In a meeting with eight religion writers at the White House today, President Obama said he favors strong federal protections for health care workers who object to performing some medical procedures on moral grounds, although he admitted that he would roll back President Bush's expansion of such protections.
According to the Washington Post, President Obama "said he is a 'believer in conscience clauses' and that a new policy would 'certainly not be weaker' than what existed before Bush expanded it late in his administration." For the full story, click HERE.
Conscience protections for health care workers have existed in the law for decades. The problem was they were not publicized (so workers didn't even know they had the right to refuse) and they were not enforced. At the end of his administration, President Bush issued regulations, through the Department of Health and Human Services, that required publicizing these rights, and enforcing the laws. So what President Obama is promising is a return to the days when workers did not know they had these rights and when no one was required to enforce them. Not sure how that's "robust."
In other news at the same meeting...CNS, which had a representative at the round table meeting, is reporting that the president said he "continues to be profoundly influenced by the late Cardinal Joseph Bernardin of Chicago, whom he came to know when he was a community organizer in a project partially funded by the Catholic Campaign for Human Development." For the full CNS story, click HERE.
In addition to CNS, other publications represented at the White House meeting were the National Catholic Register, National Catholic Reporter, America magazine, Catholic Digest, Commonweal magazine, Vatican Radio, and one secular reporter from The Washington Post also participated.
President Obama will have his first meeting with Pope Benedict XVI on July 10.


**Problem statement:**
After removing every image, reproduce the data exactly as it appears.

**Raw data:**

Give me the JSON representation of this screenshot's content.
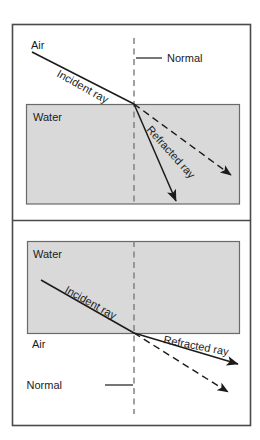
{
  "figure": {
    "background_color": "#ffffff",
    "border_color": "#4a4a4a",
    "water_fill_color": "#d9d9d9",
    "water_stroke_color": "#6a6a6a",
    "ray_color": "#1b1b1b",
    "normal_color": "#7a7a7a",
    "text_color": "#1b1b1b"
  },
  "panels": [
    {
      "id": "air-to-water",
      "description": "Light travelling from air into water bends toward the normal",
      "medium_upper": "Air",
      "medium_lower": "Water",
      "labels": {
        "upper_medium": "Air",
        "lower_medium": "Water",
        "normal": "Normal",
        "incident_ray": "Incident ray",
        "refracted_ray": "Refracted ray"
      },
      "geometry": {
        "boundary_y": 104,
        "incidence_point": [
          134,
          104
        ],
        "incident_start": [
          32,
          52
        ],
        "refracted_end": [
          176,
          201
        ],
        "undeviated_end": [
          231,
          175
        ],
        "normal_top": [
          134,
          38
        ],
        "normal_bottom": [
          134,
          204
        ],
        "incident_label_angle": 29,
        "refracted_label_angle": 48
      }
    },
    {
      "id": "water-to-air",
      "description": "Light travelling from water into air bends away from the normal",
      "medium_upper": "Water",
      "medium_lower": "Air",
      "labels": {
        "upper_medium": "Water",
        "lower_medium": "Air",
        "normal": "Normal",
        "incident_ray": "Incident ray",
        "refracted_ray": "Refracted ray"
      },
      "geometry": {
        "boundary_y": 333,
        "incidence_point": [
          134,
          333
        ],
        "incident_start": [
          41,
          280
        ],
        "refracted_end": [
          238,
          364
        ],
        "undeviated_end": [
          228,
          392
        ],
        "normal_top": [
          134,
          241
        ],
        "normal_bottom": [
          134,
          414
        ],
        "incident_label_angle": 29,
        "refracted_label_angle": 11
      }
    }
  ]
}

**Exercise solution:**
Give me the JSON representation of this screenshot's content.
{
  "figure": {
    "background_color": "#ffffff",
    "border_color": "#4a4a4a",
    "water_fill_color": "#d9d9d9",
    "water_stroke_color": "#6a6a6a",
    "ray_color": "#1b1b1b",
    "normal_color": "#7a7a7a",
    "text_color": "#1b1b1b"
  },
  "panels": [
    {
      "id": "air-to-water",
      "description": "Light travelling from air into water bends toward the normal",
      "medium_upper": "Air",
      "medium_lower": "Water",
      "labels": {
        "upper_medium": "Air",
        "lower_medium": "Water",
        "normal": "Normal",
        "incident_ray": "Incident ray",
        "refracted_ray": "Refracted ray"
      },
      "geometry": {
        "boundary_y": 104,
        "incidence_point": [
          134,
          104
        ],
        "incident_start": [
          32,
          52
        ],
        "refracted_end": [
          176,
          201
        ],
        "undeviated_end": [
          231,
          175
        ],
        "normal_top": [
          134,
          38
        ],
        "normal_bottom": [
          134,
          204
        ],
        "incident_label_angle": 29,
        "refracted_label_angle": 48
      }
    },
    {
      "id": "water-to-air",
      "description": "Light travelling from water into air bends away from the normal",
      "medium_upper": "Water",
      "medium_lower": "Air",
      "labels": {
        "upper_medium": "Water",
        "lower_medium": "Air",
        "normal": "Normal",
        "incident_ray": "Incident ray",
        "refracted_ray": "Refracted ray"
      },
      "geometry": {
        "boundary_y": 333,
        "incidence_point": [
          134,
          333
        ],
        "incident_start": [
          41,
          280
        ],
        "refracted_end": [
          238,
          364
        ],
        "undeviated_end": [
          228,
          392
        ],
        "normal_top": [
          134,
          241
        ],
        "normal_bottom": [
          134,
          414
        ],
        "incident_label_angle": 29,
        "refracted_label_angle": 11
      }
    }
  ]
}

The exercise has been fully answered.